[ntp:questions] ntp & system without a rtc

David Lord snews at lordynet.org
Sat May 11 16:58:24 UTC 2013


unruh wrote:
> On 2013-05-10, Rick Jones <rick.jones2 at hp.com> wrote:
>> Richard B. Gilbert <rgilbert88 at comcast.net> wrote:
>>> I think you may be out of luck on this one.  If you can run NTPD 24x7
>>> you can have the correct time 24x7.  If you can't do this, NTPD is a 
>>> poor choice.  The problem is that NTPD needs something like ten hours to 
>>> select a time source and match the time!
>> NTPD is no speed daemon, and perhaps it is a subjective thing, or a
>> mis-interpreation on my part, but I notice NTPD declaring sync rather
>> sooner than 10 hours.  Rather sooner than one hour even (looking at
>> ntpq -p output).  Now, it may indeed take it a long time to get the
>> offset (term?) down to some acceptable level, but that depends on
>> one's definition of acceptable and the initial distance no?
> 
> Yes. The 10 hours is for achieving the ultimate accuracy of a few
> microseconds offset. It has a halving time of a bit under an hour (lets
> say 45 min) . Ie,
> after 45 min, the size of the offsets is about 1/2 of what it
> was before. Because of stepping it has an error of about 100ms to start
> out. 
> If you are happy with few millisecond precision, it will only take an hour
> or two.
> 
> So if you start it out with the -g it will figure out is is way out
> after a few seconds, and step. But the rate in general will still be
> out, so it will rapidly drift away and ntpd will slowly bring the drift
> into order. 
> 
> Thus to get from hours out to hundreds of milliseconds out should occur
> very quickly. 

My pc with GPS was last restarted April 28 and involved three
reboots for a NetBSD update from 6.1_RC2 to 6.1_RC3. The pc
is in a south facing unheated bedroom.

Offset logs from "ntpq -crv -p" polling period 6 min:
20130427:   -0.000000 - +0.000065 s
20130428:   -0.000000 - +0.000897 s  = +897 us
20130429:   -0.000000 - +0.000043 s

loop_summary has:
                     rng(us)      rms               freq
20130427:      16 +/-    50      7.7   -36.07 +/- 0.492
20130428:  -40410 +/- 64152   2929.6   -36.32 +/- 0.202
20130429:       6 +/-    36      4.9   -36.29 +/- 0.265

So would suggest if the requirements are within a few ms
and with an existing established driftfile in place that
ntpd might be ok.

If the system is not powered continuously I believe chrony
might be a better choice, although when I used chrony it was
for on-demand-dialup to "demon" and pcs were powered up 24/7.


* What the exercise asks: Give back the whole listing exactly as written, pictures excluded.

* Entries provided:
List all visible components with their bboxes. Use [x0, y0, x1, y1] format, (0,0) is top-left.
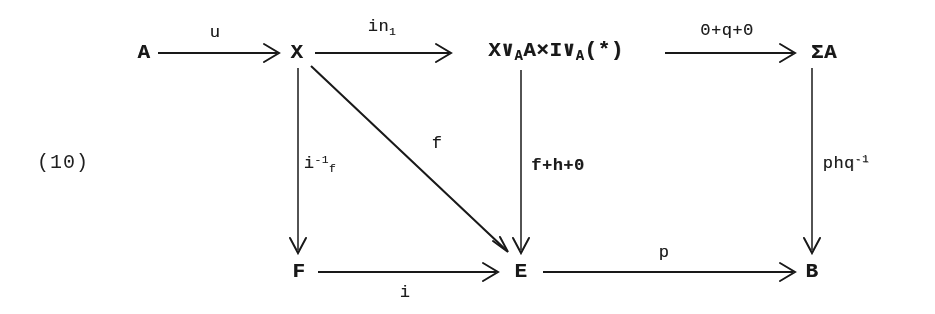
arrow-f-to-e — [318, 263, 498, 281]
label-p: p — [659, 244, 670, 261]
pushout-part-3: (*) — [585, 39, 624, 62]
arrow-x-to-middle — [315, 44, 451, 62]
label-u: u — [210, 24, 221, 41]
label-phq-superscript: -1 — [855, 153, 869, 165]
pushout-part-1: X∨ — [488, 39, 514, 62]
object-a: A — [137, 42, 150, 63]
label-i: i — [400, 284, 411, 301]
object-sigma-a: ΣA — [811, 42, 837, 63]
object-x-label: X — [290, 41, 303, 64]
object-f: F — [292, 261, 305, 282]
arrow-sigma-a-to-b — [804, 68, 820, 253]
label-zero-q-zero: 0+q+0 — [700, 22, 754, 39]
arrow-e-to-b — [543, 263, 795, 281]
arrow-middle-to-sigma-a — [665, 44, 795, 62]
label-in-1: in1 — [368, 18, 397, 38]
arrow-x-to-e-diagonal — [311, 66, 508, 252]
label-phq-inverse: phq-1 — [823, 154, 870, 171]
label-i-inverse-f: i-1f — [304, 155, 336, 175]
object-pushout: X∨AA×I∨A(*) — [488, 40, 624, 64]
label-phq-base: phq — [823, 154, 855, 173]
diagram-canvas: (10) A X X∨AA×I∨A(*) ΣA F E B u in1 0+q+… — [0, 0, 935, 314]
pushout-sub-a-1: A — [514, 48, 523, 64]
label-in-1-subscript: 1 — [389, 26, 396, 38]
label-in-1-base: in — [368, 17, 389, 36]
label-i-inverse-base: i — [304, 154, 315, 173]
object-x: X — [290, 42, 303, 63]
equation-number: (10) — [37, 153, 89, 173]
pushout-part-2: A×I∨ — [523, 39, 575, 62]
object-e: E — [514, 261, 527, 282]
arrow-middle-to-e — [513, 70, 529, 253]
label-i-inverse-superscript: -1 — [315, 154, 329, 166]
arrow-a-to-x — [158, 44, 279, 62]
label-i-inverse-subscript: f — [329, 163, 336, 175]
object-b: B — [805, 261, 818, 282]
label-f-plus-h-plus-zero: f+h+0 — [531, 157, 585, 174]
label-diagonal-f: f — [432, 135, 443, 152]
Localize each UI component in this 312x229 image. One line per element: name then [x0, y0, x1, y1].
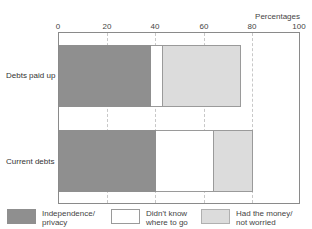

* Answer for the task:
List all visible components with their bboxes. Use [x0, y0, x1, y1] format, (0,0) is top-left.
arrow-f-to-e — [318, 263, 498, 281]
label-p: p — [659, 244, 670, 261]
pushout-part-3: (*) — [585, 39, 624, 62]
arrow-x-to-middle — [315, 44, 451, 62]
label-u: u — [210, 24, 221, 41]
label-phq-superscript: -1 — [855, 153, 869, 165]
pushout-part-1: X∨ — [488, 39, 514, 62]
object-a: A — [137, 42, 150, 63]
label-i: i — [400, 284, 411, 301]
object-sigma-a: ΣA — [811, 42, 837, 63]
object-x-label: X — [290, 41, 303, 64]
object-f: F — [292, 261, 305, 282]
arrow-sigma-a-to-b — [804, 68, 820, 253]
label-zero-q-zero: 0+q+0 — [700, 22, 754, 39]
arrow-e-to-b — [543, 263, 795, 281]
arrow-middle-to-sigma-a — [665, 44, 795, 62]
label-in-1: in1 — [368, 18, 397, 38]
arrow-x-to-e-diagonal — [311, 66, 508, 252]
label-phq-inverse: phq-1 — [823, 154, 870, 171]
label-i-inverse-f: i-1f — [304, 155, 336, 175]
object-pushout: X∨AA×I∨A(*) — [488, 40, 624, 64]
label-phq-base: phq — [823, 154, 855, 173]
diagram-canvas: (10) A X X∨AA×I∨A(*) ΣA F E B u in1 0+q+… — [0, 0, 935, 314]
pushout-sub-a-1: A — [514, 48, 523, 64]
label-in-1-subscript: 1 — [389, 26, 396, 38]
label-in-1-base: in — [368, 17, 389, 36]
label-i-inverse-base: i — [304, 154, 315, 173]
object-x: X — [290, 42, 303, 63]
equation-number: (10) — [37, 153, 89, 173]
pushout-part-2: A×I∨ — [523, 39, 575, 62]
object-e: E — [514, 261, 527, 282]
arrow-middle-to-e — [513, 70, 529, 253]
label-i-inverse-superscript: -1 — [315, 154, 329, 166]
arrow-a-to-x — [158, 44, 279, 62]
label-i-inverse-subscript: f — [329, 163, 336, 175]
object-b: B — [805, 261, 818, 282]
label-f-plus-h-plus-zero: f+h+0 — [531, 157, 585, 174]
label-diagonal-f: f — [432, 135, 443, 152]
Localize each UI component in this 312x229 image. One line per element: name then [x0, y0, x1, y1].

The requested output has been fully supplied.